Skip to content

Ritz backing Scheer in Tory leadership race

Saskatchewan-based Andrew Scheer is the latest of a long line of candidates joining the Conservative leadership race. The former House speaker announced he was officially in the race Wednesday at a news conference in Ottawa.
Andrew Scheer

Saskatchewan-based Andrew Scheer is the latest of a long line of candidates joining the Conservative leadership race.

The former House speaker announced he was officially in the race Wednesday at a news conference in Ottawa.

The Regina-Qu’Appelle MP enters the race with the endorsement of 17 Conservative MPs and three Senators, with several of those endorsements coming from Saskatchewan.

Among those listed on Scheer’s candidate page as endorsing him is Gerry Ritz, MP from Battlefords-Lloydminster and the former agriculture minister in the Harper government.

Not only is Ritz supporting Scheer, but so are two other MPs from the ridings bordering Battlefords-Lloydminster — Kelly Block from Carlton Trail-Eagle Creek to the east and Shannon Stubbs from Lakeland, in Alberta, to the west. 

Other Saskatchewan MPs backing Scheer are Cathay Wagantall from Yorkton-Melville and Tom Lukiwski from Moose Jaw-Lake Centre-Lanigan.

That means Scheer, whose campaign bills him as a “Real Conservative — Real Leader,” has the endorsement of four out of 10 Saskatchewan Conservative MPs. Two Saskatchewan-based senators, Denise Batters and David Tkachuk, are also backing him.

Scheer hosts  a kickoff rally in Regina on Friday.

He joins what is turning into a large field of contenders in the Conservative leadership race, with the vote to take place May 27, 2017.

Several candidates have declared so far, including Kellie Leitch, Maxime Bernier, Michael Chong, Tony Clement, Deepak Obhrai, Adrienne Snow, Pierre Lemieux, Dr. Dan Lindsay and another Saskatchewan candidate Brad Trost.

Trost, whose campaign dubs him as “100% Conservative,” has staked out ground as the social conservative candidate in the race. The Saskatoon-based MP has also not been afraid to court controversy on various issues, including a week ago when he publicly compared the Ontario sex-education curriculum to residential schools at a Toronto event.

Trost made headlines again this week for publicly questioning the “fitness for office” of Chris Warkentin, the Tories’ deputy house leader, over impartiality concerns.

More potential candidates including Chris Alexander, Steven Blaney, Erin O’Toole, Lisa Raitt and well-known TV commentator Kevin O’Leary could also potentially enter the race in the coming weeks.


## Required action
Type out all the data below, word for word.

## Recorded information
■ ■ ■ ■ ■

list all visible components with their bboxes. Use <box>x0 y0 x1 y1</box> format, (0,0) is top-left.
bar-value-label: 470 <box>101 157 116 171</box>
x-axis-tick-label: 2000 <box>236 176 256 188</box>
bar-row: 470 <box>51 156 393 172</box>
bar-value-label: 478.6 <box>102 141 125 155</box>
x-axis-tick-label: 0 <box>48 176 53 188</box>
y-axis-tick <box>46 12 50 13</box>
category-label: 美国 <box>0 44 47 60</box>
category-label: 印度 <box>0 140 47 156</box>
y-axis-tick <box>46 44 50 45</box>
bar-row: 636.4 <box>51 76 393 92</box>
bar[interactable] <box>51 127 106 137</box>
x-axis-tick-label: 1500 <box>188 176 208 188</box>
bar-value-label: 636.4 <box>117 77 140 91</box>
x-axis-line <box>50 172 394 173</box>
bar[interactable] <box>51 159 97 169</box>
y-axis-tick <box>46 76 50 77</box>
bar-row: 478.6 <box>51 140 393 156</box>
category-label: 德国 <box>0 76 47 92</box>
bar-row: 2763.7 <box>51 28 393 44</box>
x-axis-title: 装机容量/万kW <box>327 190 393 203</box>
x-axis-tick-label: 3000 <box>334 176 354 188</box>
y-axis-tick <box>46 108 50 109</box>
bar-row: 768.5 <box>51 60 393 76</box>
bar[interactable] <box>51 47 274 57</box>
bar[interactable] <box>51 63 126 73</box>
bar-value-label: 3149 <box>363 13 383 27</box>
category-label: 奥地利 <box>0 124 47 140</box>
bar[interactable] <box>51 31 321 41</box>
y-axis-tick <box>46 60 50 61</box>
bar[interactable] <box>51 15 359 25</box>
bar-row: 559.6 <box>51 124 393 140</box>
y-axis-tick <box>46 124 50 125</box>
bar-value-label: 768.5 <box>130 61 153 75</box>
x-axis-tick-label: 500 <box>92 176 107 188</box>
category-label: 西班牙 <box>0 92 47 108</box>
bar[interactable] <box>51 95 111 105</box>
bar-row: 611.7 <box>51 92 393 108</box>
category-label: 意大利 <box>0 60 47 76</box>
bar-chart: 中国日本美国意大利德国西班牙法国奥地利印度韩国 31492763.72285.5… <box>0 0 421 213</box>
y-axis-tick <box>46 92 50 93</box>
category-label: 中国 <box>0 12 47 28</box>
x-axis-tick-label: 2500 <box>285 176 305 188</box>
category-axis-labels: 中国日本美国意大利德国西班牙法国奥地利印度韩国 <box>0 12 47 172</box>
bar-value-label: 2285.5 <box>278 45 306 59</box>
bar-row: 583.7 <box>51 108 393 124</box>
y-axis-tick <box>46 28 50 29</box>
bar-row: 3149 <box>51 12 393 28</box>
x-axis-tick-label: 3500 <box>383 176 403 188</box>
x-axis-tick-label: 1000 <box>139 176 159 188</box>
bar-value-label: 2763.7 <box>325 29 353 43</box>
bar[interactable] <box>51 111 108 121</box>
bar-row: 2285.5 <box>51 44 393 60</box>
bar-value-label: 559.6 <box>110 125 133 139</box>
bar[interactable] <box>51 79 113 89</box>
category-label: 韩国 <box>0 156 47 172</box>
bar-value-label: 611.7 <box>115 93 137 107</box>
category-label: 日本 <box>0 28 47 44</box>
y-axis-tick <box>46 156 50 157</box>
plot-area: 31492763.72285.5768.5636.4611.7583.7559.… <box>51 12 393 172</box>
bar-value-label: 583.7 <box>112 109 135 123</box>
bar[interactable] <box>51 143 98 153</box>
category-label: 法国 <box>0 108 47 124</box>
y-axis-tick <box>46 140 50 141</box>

■ ■ ■ ■ ■

## Exercise output
list all visible components with their bboxes. Use <box>x0 y0 x1 y1</box> format, (0,0) is top-left.
bar-value-label: 470 <box>101 157 116 171</box>
x-axis-tick-label: 2000 <box>236 176 256 188</box>
bar-row: 470 <box>51 156 393 172</box>
bar-value-label: 478.6 <box>102 141 125 155</box>
x-axis-tick-label: 0 <box>48 176 53 188</box>
y-axis-tick <box>46 12 50 13</box>
category-label: 美国 <box>0 44 47 60</box>
category-label: 印度 <box>0 140 47 156</box>
y-axis-tick <box>46 44 50 45</box>
bar-row: 636.4 <box>51 76 393 92</box>
bar[interactable] <box>51 127 106 137</box>
x-axis-tick-label: 1500 <box>188 176 208 188</box>
bar-value-label: 636.4 <box>117 77 140 91</box>
x-axis-line <box>50 172 394 173</box>
bar[interactable] <box>51 159 97 169</box>
y-axis-tick <box>46 76 50 77</box>
bar-row: 478.6 <box>51 140 393 156</box>
category-label: 德国 <box>0 76 47 92</box>
bar-row: 2763.7 <box>51 28 393 44</box>
x-axis-title: 装机容量/万kW <box>327 190 393 203</box>
x-axis-tick-label: 3000 <box>334 176 354 188</box>
y-axis-tick <box>46 108 50 109</box>
bar-row: 768.5 <box>51 60 393 76</box>
bar[interactable] <box>51 47 274 57</box>
bar[interactable] <box>51 63 126 73</box>
bar-value-label: 3149 <box>363 13 383 27</box>
category-label: 奥地利 <box>0 124 47 140</box>
bar[interactable] <box>51 31 321 41</box>
y-axis-tick <box>46 60 50 61</box>
bar[interactable] <box>51 15 359 25</box>
bar-row: 559.6 <box>51 124 393 140</box>
y-axis-tick <box>46 124 50 125</box>
bar-value-label: 768.5 <box>130 61 153 75</box>
x-axis-tick-label: 500 <box>92 176 107 188</box>
category-label: 西班牙 <box>0 92 47 108</box>
bar[interactable] <box>51 95 111 105</box>
bar-row: 611.7 <box>51 92 393 108</box>
category-label: 意大利 <box>0 60 47 76</box>
bar-chart: 中国日本美国意大利德国西班牙法国奥地利印度韩国 31492763.72285.5… <box>0 0 421 213</box>
y-axis-tick <box>46 92 50 93</box>
category-label: 中国 <box>0 12 47 28</box>
x-axis-tick-label: 2500 <box>285 176 305 188</box>
category-axis-labels: 中国日本美国意大利德国西班牙法国奥地利印度韩国 <box>0 12 47 172</box>
bar-value-label: 2285.5 <box>278 45 306 59</box>
bar-row: 583.7 <box>51 108 393 124</box>
y-axis-tick <box>46 28 50 29</box>
bar-row: 3149 <box>51 12 393 28</box>
x-axis-tick-label: 3500 <box>383 176 403 188</box>
x-axis-tick-label: 1000 <box>139 176 159 188</box>
bar-value-label: 2763.7 <box>325 29 353 43</box>
bar[interactable] <box>51 111 108 121</box>
bar-row: 2285.5 <box>51 44 393 60</box>
bar-value-label: 559.6 <box>110 125 133 139</box>
bar[interactable] <box>51 79 113 89</box>
category-label: 韩国 <box>0 156 47 172</box>
bar-value-label: 611.7 <box>115 93 137 107</box>
category-label: 日本 <box>0 28 47 44</box>
y-axis-tick <box>46 156 50 157</box>
plot-area: 31492763.72285.5768.5636.4611.7583.7559.… <box>51 12 393 172</box>
bar-value-label: 583.7 <box>112 109 135 123</box>
bar[interactable] <box>51 143 98 153</box>
category-label: 法国 <box>0 108 47 124</box>
y-axis-tick <box>46 140 50 141</box>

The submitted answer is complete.